NEW YORK (AP) — The political equivalent to NBA first pick Zion Williamson is unclear, but CNN this week brings the showmanship of sports draft lotteries to the presidential campaign by televising its drawing to set the lineup for the second Democratic debate.
CNN will unveil stage positions Thursday at 8 p.m. EDT for the 20-candidate debate, scheduled for July 30 and 31.
For CNN, which has been touting the draw onscreen, it’s an attempt to create an event out of virtually nothing that also promotes its debate coverage. But the program has also received criticism for making the nomination process seem like a game show.
The large number of candidates created the need for a lottery.

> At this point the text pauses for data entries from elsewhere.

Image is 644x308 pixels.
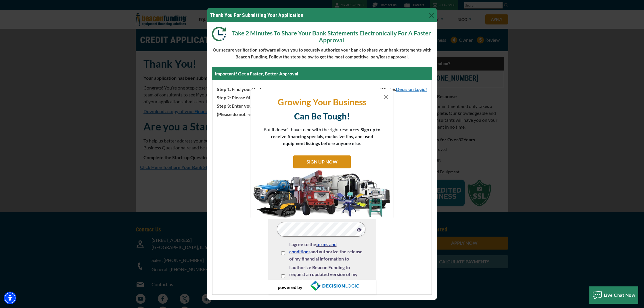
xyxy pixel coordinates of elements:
button: Live Chat Now [590,286,639,304]
div: Accessibility Menu [4,292,16,304]
span: Live Chat Now [604,292,636,298]
p: But it doesn't have to be with the right resources! [263,126,381,147]
p: Can Be Tough! [255,111,390,122]
span: Sign up to receive financing specials, exclusive tips, and used equipment listings before anyone ... [271,126,381,146]
p: Growing Your Business [255,96,390,108]
button: Close [382,93,390,100]
img: subscribe-modal.jpg [251,170,394,219]
a: SIGN UP NOW [293,155,351,168]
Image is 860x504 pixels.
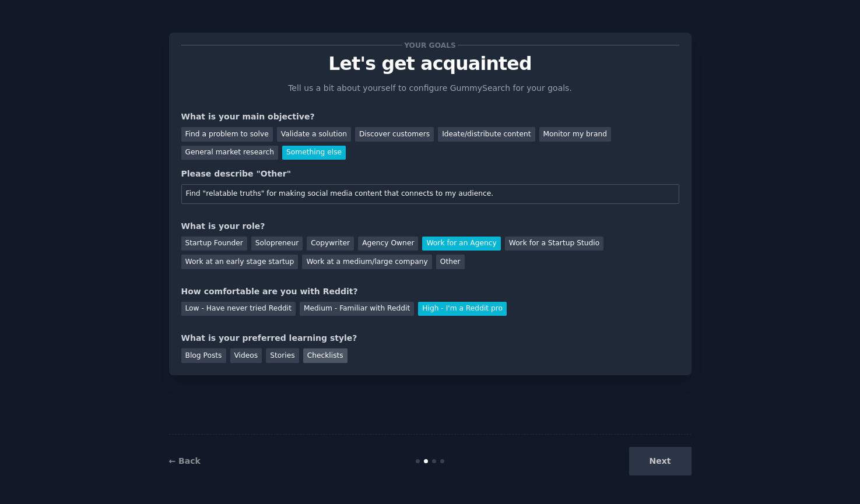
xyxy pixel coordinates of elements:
[251,236,303,251] div: Solopreneur
[303,348,348,362] div: Checklists
[422,236,500,251] div: Work for an Agency
[306,236,354,251] div: Copywriter
[181,348,226,362] div: Blog Posts
[277,127,351,142] div: Validate a solution
[436,254,465,269] div: Other
[181,332,679,344] div: What is your preferred learning style?
[504,236,603,251] div: Work for a Startup Studio
[181,146,279,160] div: General market research
[231,348,262,362] div: Videos
[418,302,507,316] div: High - I'm a Reddit pro
[181,168,679,180] div: Please describe "Other"
[181,285,679,297] div: How comfortable are you with Reddit?
[181,236,247,251] div: Startup Founder
[403,39,458,51] span: Your goals
[181,220,679,233] div: What is your role?
[282,146,345,160] div: Something else
[181,127,272,142] div: Find a problem to solve
[169,456,200,465] a: ← Back
[181,53,679,74] p: Let's get acquainted
[181,184,679,204] input: Your main objective
[300,302,414,316] div: Medium - Familiar with Reddit
[358,236,418,251] div: Agency Owner
[438,127,535,142] div: Ideate/distribute content
[283,82,577,95] p: Tell us a bit about yourself to configure GummySearch for your goals.
[266,348,298,362] div: Stories
[181,302,296,316] div: Low - Have never tried Reddit
[302,254,431,269] div: Work at a medium/large company
[181,110,679,123] div: What is your main objective?
[539,127,611,142] div: Monitor my brand
[181,254,298,269] div: Work at an early stage startup
[355,127,434,142] div: Discover customers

Democratic officials, candidates and the networks are wary so early in the campaign about creating a two-tiered debate that has one with “major” candidates and one with those who are less popular.
CNN has released few details about how it will be handled on Thursday, and did not make an executive available to talk. The network will reveal the 20 candidates participating on Wednesday.

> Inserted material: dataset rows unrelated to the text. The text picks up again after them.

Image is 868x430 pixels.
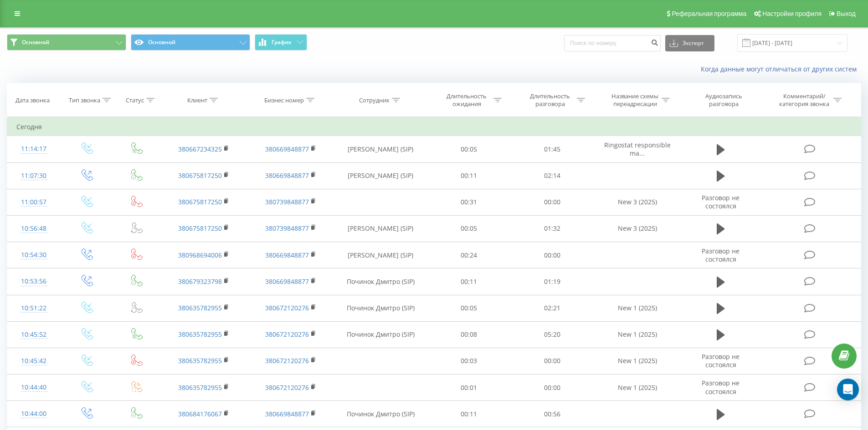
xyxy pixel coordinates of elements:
div: 10:53:56 [16,273,52,291]
td: [PERSON_NAME] (SIP) [334,163,428,189]
td: Починок Дмитро (SIP) [334,322,428,348]
button: График [255,35,308,51]
a: 380968694006 [178,251,222,260]
div: Бизнес номер [265,96,304,105]
a: 380684176067 [178,410,222,418]
td: [PERSON_NAME] (SIP) [334,215,428,242]
div: 10:45:52 [16,326,52,344]
td: New 3 (2025) [594,189,681,215]
a: 380635782955 [178,304,222,313]
td: Сегодня [7,118,862,136]
td: 00:05 [428,136,511,163]
div: 10:45:42 [16,353,52,370]
a: 380635782955 [178,356,222,365]
div: Комментарий/категория звонка [778,93,832,108]
td: 00:05 [428,215,511,242]
a: 380675817250 [178,171,222,180]
div: Open Intercom Messenger [837,379,859,401]
a: 380679323798 [178,277,222,286]
div: Клиент [187,96,207,105]
td: Починок Дмитро (SIP) [334,401,428,427]
td: 00:24 [428,243,511,269]
td: 00:01 [428,375,511,401]
td: [PERSON_NAME] (SIP) [334,243,428,269]
span: Реферальная программа [672,10,747,17]
td: 05:20 [511,322,594,348]
span: Разговор не состоялся [702,194,740,210]
span: Разговор не состоялся [702,353,740,369]
span: Выход [837,10,856,17]
td: 00:03 [428,348,511,375]
a: 380672120276 [266,304,309,313]
span: Настройки профиля [762,10,822,17]
td: New 1 (2025) [594,322,681,348]
a: 380675817250 [178,225,222,233]
td: 00:31 [428,189,511,215]
a: 380669848877 [266,251,309,260]
td: 00:05 [428,295,511,322]
button: Экспорт [665,35,715,52]
a: 380672120276 [266,384,309,392]
input: Поиск по номеру [564,35,661,52]
div: Сотрудник [359,96,389,105]
div: Длительность разговора [526,93,575,108]
td: 01:32 [511,215,594,242]
div: 11:00:57 [16,194,52,211]
button: Основной [131,35,250,51]
td: New 1 (2025) [594,295,681,322]
td: 01:19 [511,269,594,295]
a: 380635782955 [178,384,222,392]
span: Основной [22,39,49,46]
div: Дата звонка [15,96,50,105]
span: Ringostat responsible ma... [604,141,671,157]
td: 02:14 [511,163,594,189]
div: Длительность ожидания [442,93,491,108]
span: Разговор не состоялся [702,247,740,264]
div: 10:51:22 [16,300,52,317]
a: 380675817250 [178,197,222,206]
td: 02:21 [511,295,594,322]
a: 380669848877 [266,145,309,154]
td: 00:00 [511,189,594,215]
div: Аудиозапись разговора [694,93,753,108]
a: 380739848877 [266,225,309,233]
td: 00:00 [511,375,594,401]
div: Название схемы переадресации [611,93,660,108]
div: Статус [126,96,144,105]
td: New 1 (2025) [594,348,681,375]
div: 10:44:40 [16,379,52,396]
a: 380672120276 [266,330,309,339]
div: 10:44:00 [16,405,52,423]
div: 11:07:30 [16,167,52,185]
div: 11:14:17 [16,140,52,158]
a: 380669848877 [266,277,309,286]
a: Когда данные могут отличаться от других систем [701,65,862,74]
td: 00:56 [511,401,594,427]
div: Тип звонка [69,96,100,105]
span: График [272,39,292,45]
td: [PERSON_NAME] (SIP) [334,136,428,163]
td: 00:11 [428,163,511,189]
div: 10:54:30 [16,246,52,265]
span: Разговор не состоялся [702,379,740,395]
a: 380672120276 [266,356,309,365]
td: 00:08 [428,322,511,348]
td: New 1 (2025) [594,375,681,401]
td: 00:11 [428,269,511,295]
td: New 3 (2025) [594,215,681,242]
td: Починок Дмитро (SIP) [334,295,428,322]
td: 00:00 [511,243,594,269]
a: 380667234325 [178,145,222,154]
td: 00:11 [428,401,511,427]
button: Основной [7,35,126,51]
td: Починок Дмитро (SIP) [334,269,428,295]
td: 00:00 [511,348,594,375]
a: 380635782955 [178,330,222,339]
td: 01:45 [511,136,594,163]
div: 10:56:48 [16,220,52,238]
a: 380739848877 [266,197,309,206]
a: 380669848877 [266,171,309,180]
a: 380669848877 [266,410,309,418]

NBC had a similar drawing before its first debate last month, but it was held without cameras in a conference room at the network’s New York headquarters. There were two large boxes, one with the names of candidates with less than 2 percent in the polls, the other with candidates who had more support. NBC’s standards chief Marian Porges selected one name from each box to put on one of two easels representing the two debate nights.
Campaign representatives attended, and mostly quietly texted the news to colleagues elsewhere. It all took less than 10 minutes, according to someone who was in the room who requested anonymity because they were not authorized to speak publicly.

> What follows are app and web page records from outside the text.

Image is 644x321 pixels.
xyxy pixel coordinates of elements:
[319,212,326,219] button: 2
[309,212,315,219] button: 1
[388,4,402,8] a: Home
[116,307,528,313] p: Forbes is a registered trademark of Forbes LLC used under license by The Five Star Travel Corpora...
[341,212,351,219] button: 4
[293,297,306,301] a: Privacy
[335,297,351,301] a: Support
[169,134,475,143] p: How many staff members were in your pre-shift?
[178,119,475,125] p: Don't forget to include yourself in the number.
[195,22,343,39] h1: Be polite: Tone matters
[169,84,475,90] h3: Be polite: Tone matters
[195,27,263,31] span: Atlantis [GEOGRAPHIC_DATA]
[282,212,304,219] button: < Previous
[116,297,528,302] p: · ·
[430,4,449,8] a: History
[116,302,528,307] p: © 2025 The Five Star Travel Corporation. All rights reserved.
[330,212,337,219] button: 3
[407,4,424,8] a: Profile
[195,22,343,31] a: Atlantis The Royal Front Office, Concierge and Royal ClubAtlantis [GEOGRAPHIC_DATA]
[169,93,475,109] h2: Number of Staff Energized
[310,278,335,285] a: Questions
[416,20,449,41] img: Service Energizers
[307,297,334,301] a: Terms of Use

The CNN event seems reminiscent of sports leagues like the NBA that televise lotteries and the player drafts themselves. They’re popular with hopeful fans, and ABC this year was the first broadcast network to televise the NFL draft in prime-time.
CNN chief Jeff Zucker is both a sports fan and creative programmer whose roots include running NBC’s entertainment division during the era of Donald Trump’s “Apprentice” and the “Today” show before that.
“It doesn’t reek of presidential stature to me,” said Mark Lukasiewicz, a former NBC News executive now dean of Hofstra University’s communication school.
Lukasiewicz said he understood the instinct to build an audience and anticipation for the debate, probably the last in this cycle with such a large group of candidates. But, he said, “it’s another step in the game-ification of the primary process, and I’m not sure that’s a good thing.”
Lynne Adrine, director of Syracuse University’s Washington-based graduate program in broadcast and digital journalism, said television already has too much non-substantive campaign coverage.